Exercise ::
Only the stretch below from the line holding "The image size" through the line holding "Describe the element" should be restated, word for word and with both ends included; pictures stay out.

Provided material ::
▼
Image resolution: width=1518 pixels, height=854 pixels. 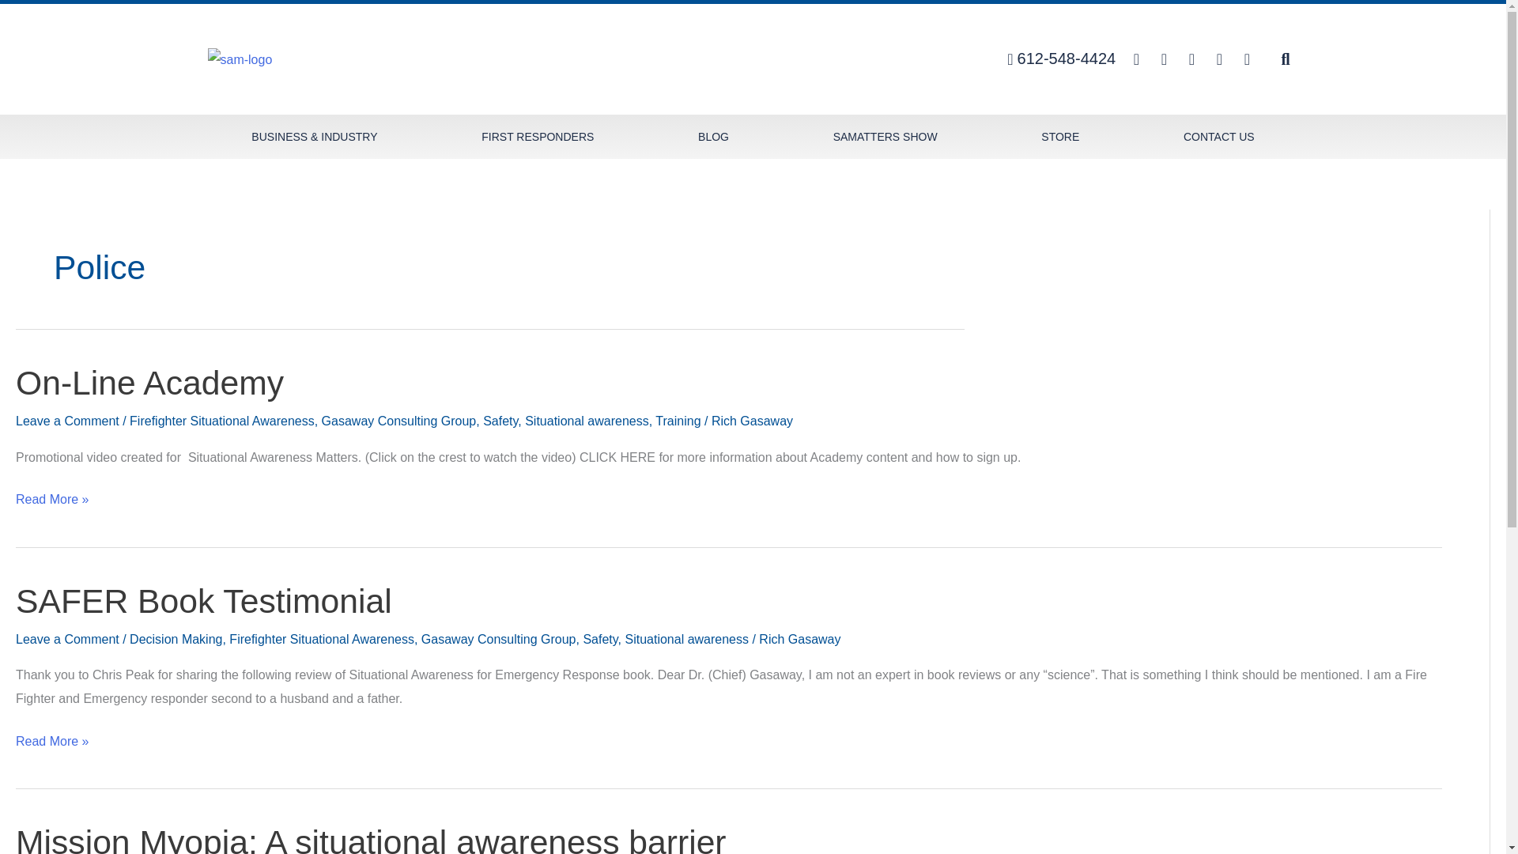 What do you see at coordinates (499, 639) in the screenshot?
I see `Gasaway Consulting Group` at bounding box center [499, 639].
▲
▼
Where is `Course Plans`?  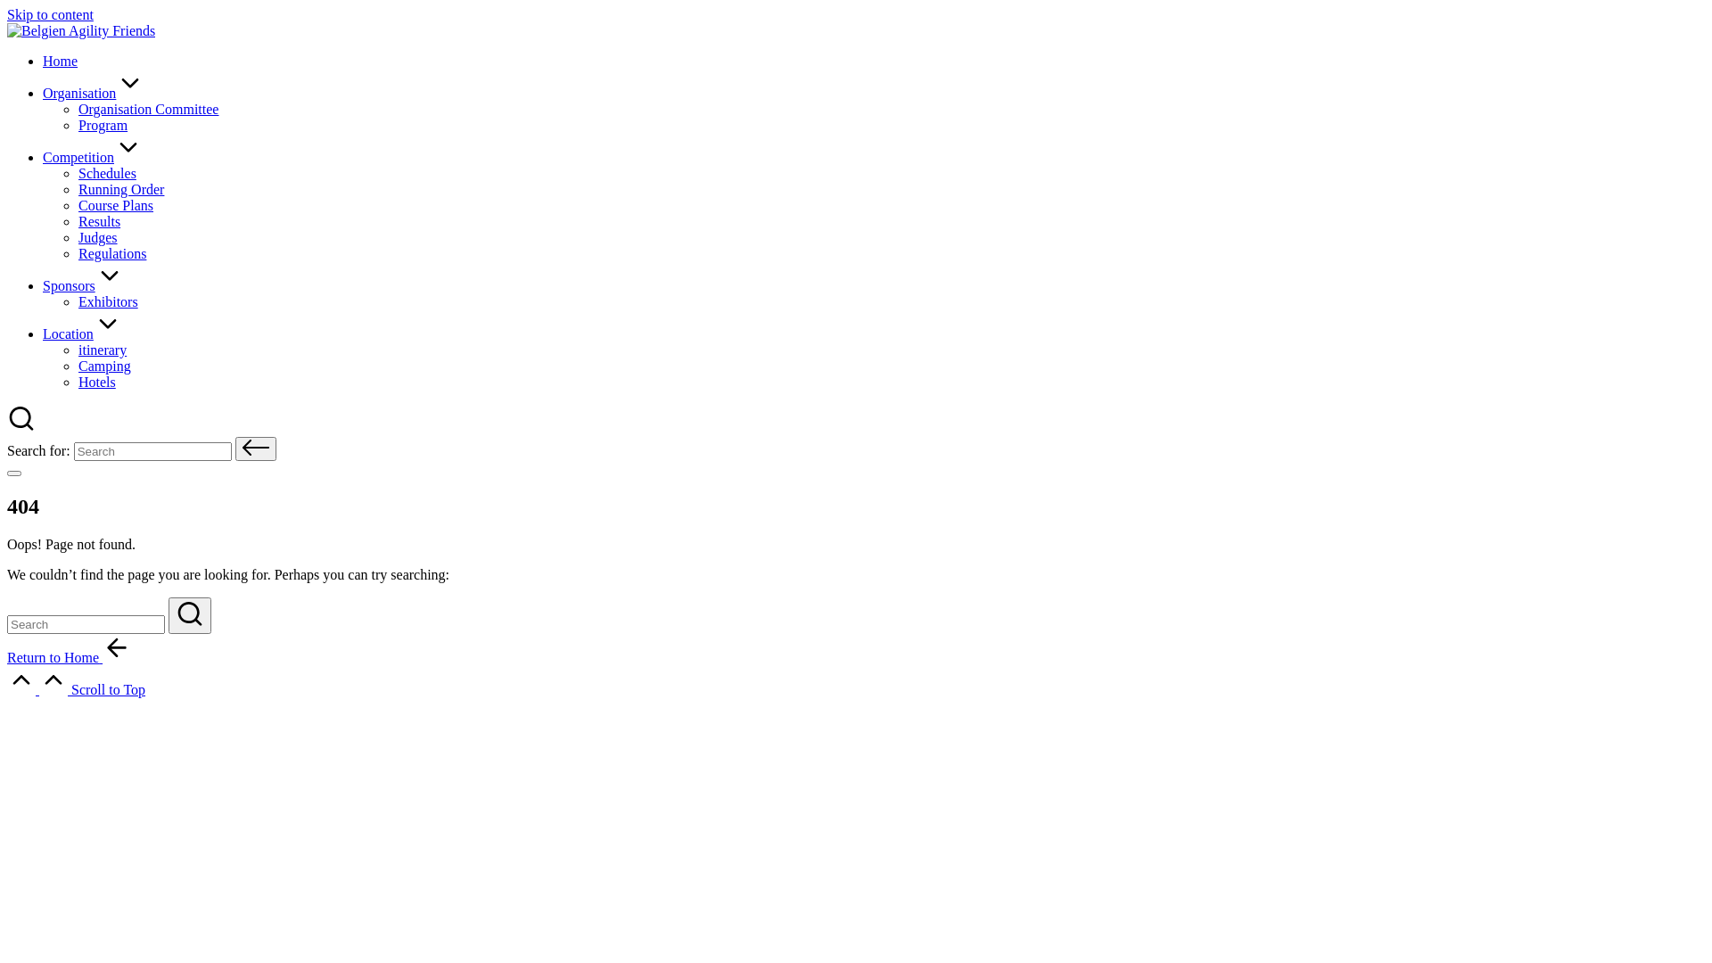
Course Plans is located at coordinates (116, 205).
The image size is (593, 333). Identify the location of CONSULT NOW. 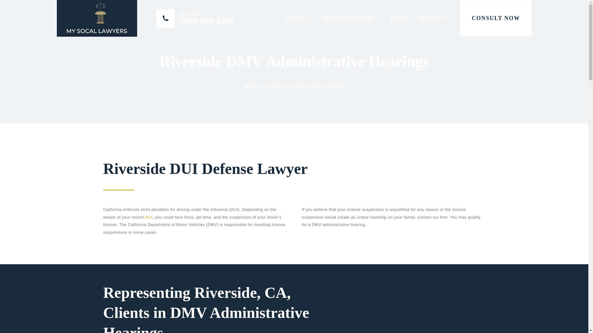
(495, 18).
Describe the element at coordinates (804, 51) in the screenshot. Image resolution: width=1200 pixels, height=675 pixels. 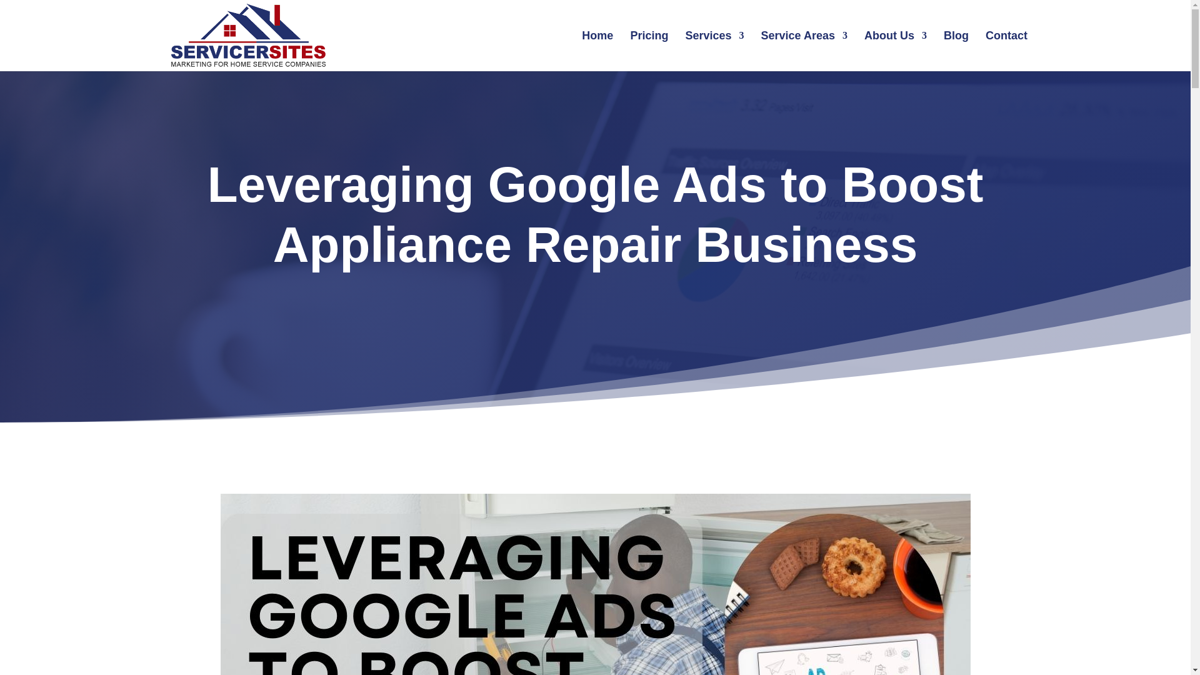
▲
Result of the task ::
The image size is (593, 333). Identify the location of CONSULT NOW. 
(495, 18).
Describe the element at coordinates (804, 51) in the screenshot. Image resolution: width=1200 pixels, height=675 pixels. 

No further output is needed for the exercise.